AATI’s other key competitive advantage is its ability to perform the longest reads in the industry, making it easier to assemble genome sequences. “We resolve fragments from a low of 2 base pairs up to 40,000 base pairs,” says Siembieda. “Our competitors focused on small fragments. We did that, but also recognized we could analyze longer fragments and size them accurately.” AATI’s notable users include the Dana Farber Cancer Institute, the Institut Pasteur in France, the TATAA Biocenter in Sweden, and the RIKEN Institute in Japan.

“There’s a misperception about our instruments,” Siembieda admits. “Because they have many drawers, people think they’re high-throughput instruments. Competing instruments analyze samples one at a time, while our instruments can look at 12 or 96 samples in parallel.” This multiplexing, combined with the ability of the operator to load up to three 96-well plates and then walk away, results in improved workflow. “We engineered flexibility into the platform so it can grow as the research needs change, using the same instrument body.

New Challenges

“We haven’t exhausted the applications possible for our instruments,” adds Siembieda, who is contemplating applications beyond DNA analysis. “We know there are other molecules that need to be analyzed and other applications that could become more efficient.”

One potential application is the analysis of the hundreds of millions of fixed formalin paraffin-embedded (FFPE) tissue samples in hospitals and research centers. “Sequencing those will provide a lot of information in short order, with higher throughput than agarose gels and lower costs than lab-on-a-chip-based technologies,” explains Siembieda. “FFPE samples are finite and not replenishable, so labs want to use as little sample as possible when analyzing them, which is possible with the high sensitivity of AATI’s capillary electrophoresis technology.”

To address some of these emerging applications, AATI is launching a new instrument at the end of the first quarter that improves the workflow for manual agarose electrophoresis. “Medical personnel may run a dozen 96-well plates per day using agarose electrophoresis,” observes Siembieda. “Traditional capillary electrophoresis, however, isn’t fast enough or accurate enough. We’re successful because we’re running parallel capillary electrophoresis.”

Recently, AATI added a new instrument, the Fragment Analyzer™, which incorporates fluorescence detection to analyze the quantity and quality of nucleic acids for next-gen sequencing, genotyping, checking RNA quality and quantity, and working with microsatellites (also known as simple sequence repeats, or SSRs).

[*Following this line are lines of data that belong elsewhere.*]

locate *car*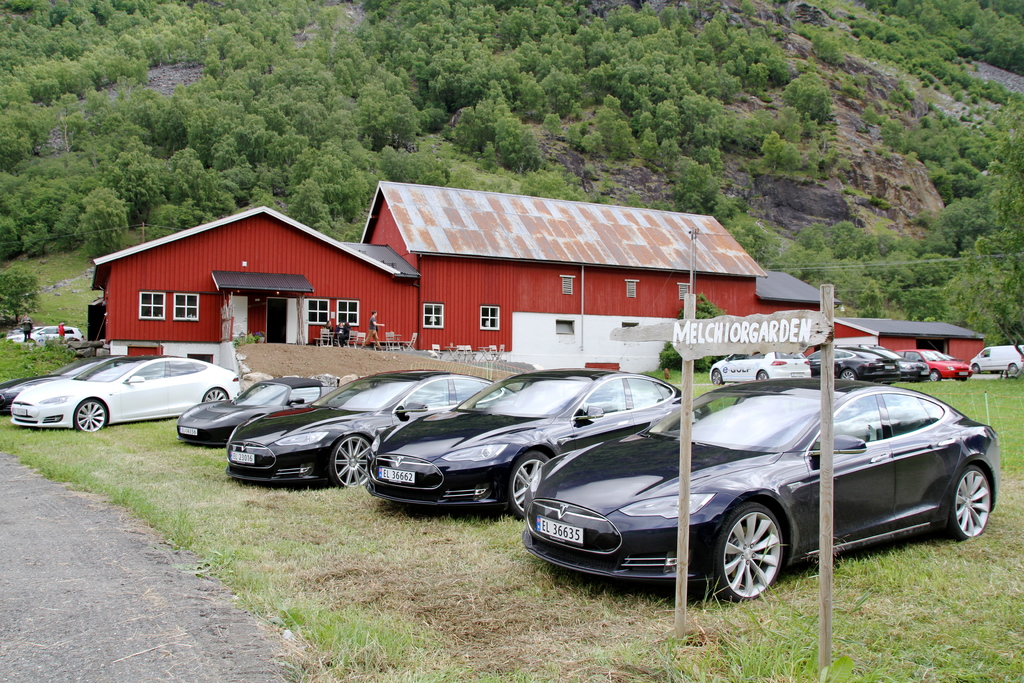
left=364, top=366, right=685, bottom=520
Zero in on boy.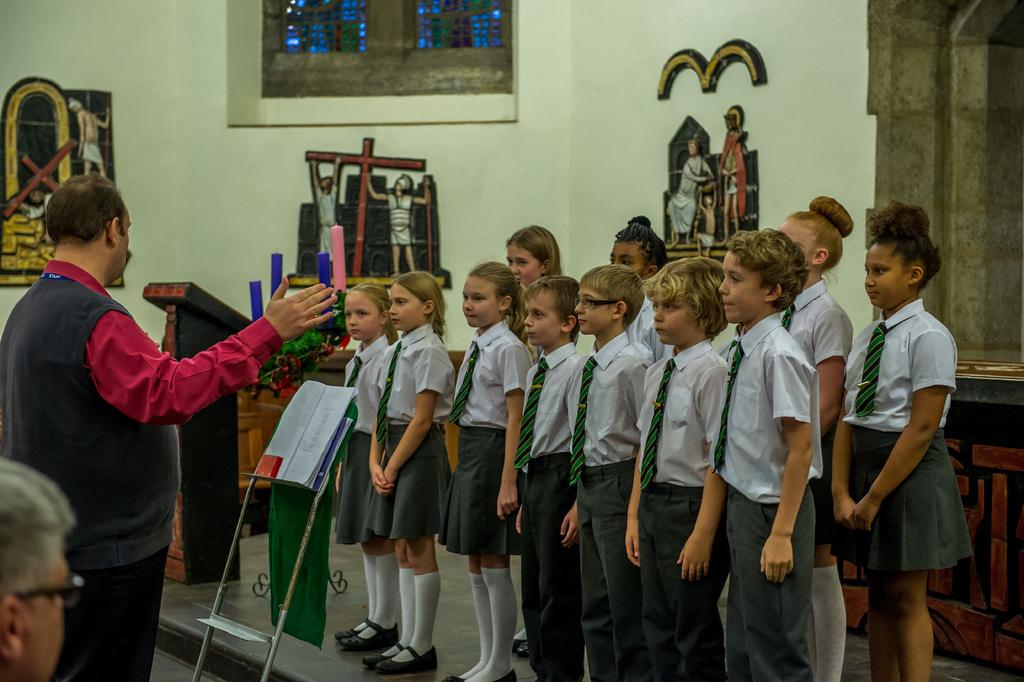
Zeroed in: (0,456,77,681).
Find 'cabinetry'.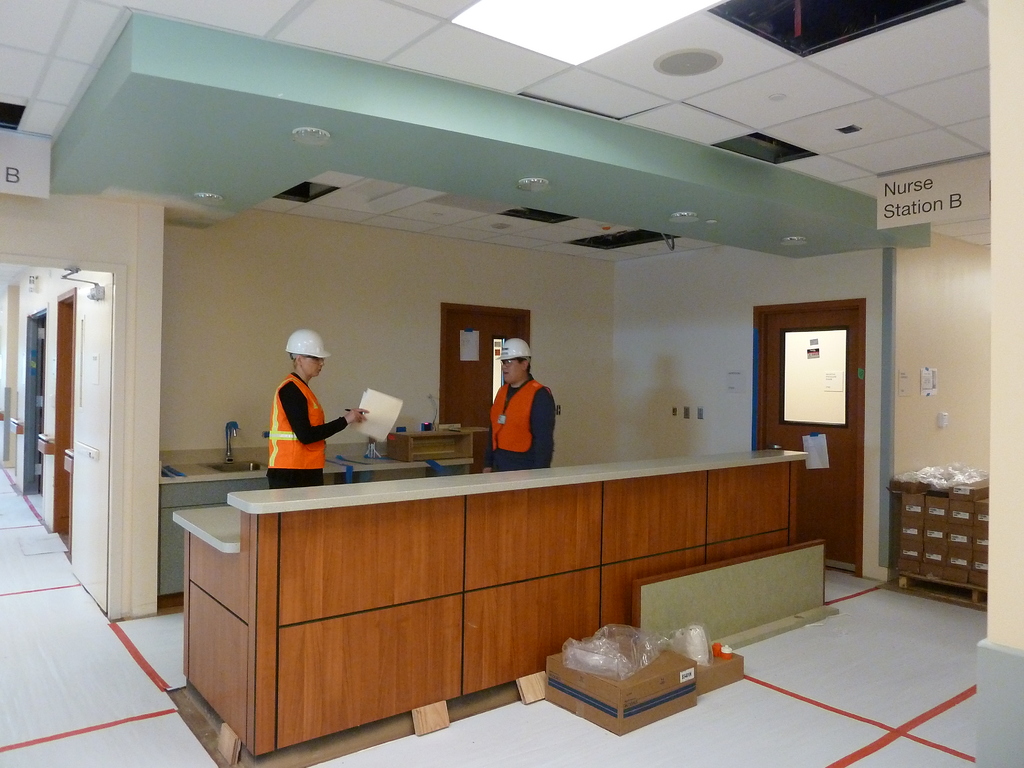
box=[160, 441, 824, 762].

Advanced Analytical Technologies

Location: 2711 South Loop Drive, Ste 4150, Ames, IA 50010

Phone: (515) 296-6600

Website: www.aati-us.com

Principal: Steven Lasky, CEO

Number of Employees: 49

Focus: AATI develops capillary electrophoresis solutions to improve sample handling and workflow to accelerate research in pharmaceutical, life science, and biotechnology laboratories.